Thursday, May 31, 2012

It's a Free(wo)man's World

After Mr. C and I left the East Village's Orchard Street last December, we wandered back over to Soho via Rivington.  The sun was going down and the city was beginning to flaunt its dusky beauty. 

A dead-end alley caught my eye, for at its end was *something,* hinted at by twinkling fairy lights and a welcoming window.  So we took a stroll, past the grafitti, toward the warmth, and came upon Freeman's restaurant, an example of what I might call nouveau taxidermy decor; or, more elegantly, new American Rustic.

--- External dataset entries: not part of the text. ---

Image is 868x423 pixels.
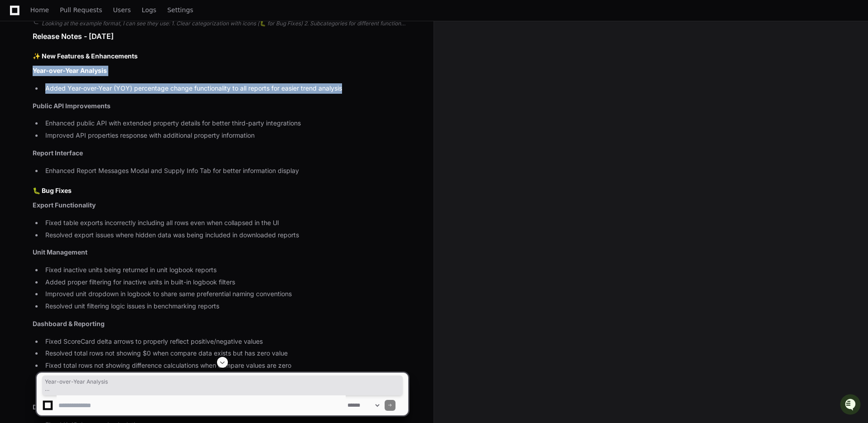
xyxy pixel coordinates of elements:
[9,9,27,27] img: PlayerZero
[32,149,83,157] strong: Report Interface
[9,99,61,106] div: Past conversations
[43,348,408,359] li: Resolved total rows not showing $0 when compare data exists but has zero value
[43,83,408,94] li: Added Year-over-Year (YOY) percentage change functionality to all reports for easier trend analysis
[32,31,408,41] h1: Release Notes - [DATE]
[45,378,400,393] span: Year-over-Year Analysis Added Year-over-Year (YOY) percentage change functionality to all reports...
[18,122,25,129] img: 1756235613930-3d25f9e4-fa56-45dd-b3ad-e072dfbd1548
[113,7,131,13] span: Users
[19,67,35,84] img: 8294786374016_798e290d9caffa94fd1d_72.jpg
[32,102,111,110] strong: Public API Improvements
[32,66,107,75] strong: Year-over-Year Analysis
[154,70,165,81] button: Start new chat
[43,166,408,176] li: Enhanced Report Messages Modal and Supply Info Tab for better information display
[32,186,408,196] h2: 🐛 Bug Fixes
[43,265,408,275] li: Fixed inactive units being returned in unit logbook reports
[167,7,193,13] span: Settings
[80,121,99,128] span: [DATE]
[43,218,408,228] li: Fixed table exports incorrectly including all rows even when collapsed in the UI
[41,77,125,84] div: We're available if you need us!
[839,393,864,418] iframe: Open customer support
[9,113,24,134] img: Robert Klasen
[32,52,408,61] h2: ✨ New Features & Enhancements
[60,7,102,13] span: Pull Requests
[9,67,25,84] img: 1756235613930-3d25f9e4-fa56-45dd-b3ad-e072dfbd1548
[140,97,165,108] button: See all
[41,67,148,77] div: Start new chat
[75,121,78,128] span: •
[43,278,408,288] li: Added proper filtering for inactive units in built-in logbook filters
[90,142,110,148] span: Pylon
[142,7,156,13] span: Logs
[32,201,95,209] strong: Export Functionality
[43,230,408,241] li: Resolved export issues where hidden data was being included in downloaded reports
[43,289,408,300] li: Improved unit dropdown in logbook to share same preferential naming conventions
[43,118,408,128] li: Enhanced public API with extended property details for better third-party integrations
[43,337,408,347] li: Fixed ScoreCard delta arrows to properly reflect positive/negative values
[43,131,408,141] li: Improved API properties response with additional property information
[41,20,408,27] div: Looking at the example format, I can see they use: 1. Clear categorization with icons (🐛 for Bug ...
[43,301,408,312] li: Resolved unit filtering logic issues in benchmarking reports
[32,248,87,256] strong: Unit Management
[32,320,105,328] strong: Dashboard & Reporting
[28,121,73,128] span: [PERSON_NAME]
[30,7,49,13] span: Home
[64,141,110,148] a: Powered byPylon
[9,36,165,51] div: Welcome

It's a small joint, and was full to the brim of diners and drinkers, so we made our way back down the alley, and into the associated gents boutique/barbershop at the end, named Freemans Sporting Club (w/o apostrophe), where plaid-shirted lads were coaxing lush Brooklyn-West beards into temporary submission.



From Freemans website: a hirsuite man sans suit


Because men's duds sometimes look better on a laughing woman


OK: I exaggerate.  But all this came rushing back today when, in a glorious, self-mandated moment of leisure, I was reading the Times Styles section and saw this series of graphic images:



Yes, upon first glance I did think they were prototypes for a new Batman mask. 

And that would be just fine with me, as I confess that beards do not thrill (I'd go all Dora Carrington on any Lytton Strachey who came my way [she snipped off his beard while he was sleeping, so the film says]).

But it was utterly fitting that the Batman beards were in the same issue as a story on Amanda Brooks, who is leaving Barneys for her husband's family's English farm, where she's planning to go all Pioneer Woman among the hedgerows and arrange cheese on plates (her examples [minus the hedgerow]). 

When I saw the photo far above, I knew exactly where Brooks was standing with her smiling pooch, because I'd been there last December, albeit in the dusk and chill. 



That's the alley, with Freeman's restaurant in the back, fairy lights, and, apparently, Brooks's soon-to-be-let apartment above.

Living where she does, with the many, many surrounding shops specializing in men's work wear (vintage and reproduction), with hirsute temptations at the very end of her alley, and in thrall to the romantic descriptions of life on an Oklahoma farm via The Pioneer Woman, it's no surprise that Brooks decided to give up rustic urbanity for the genuine English countryside.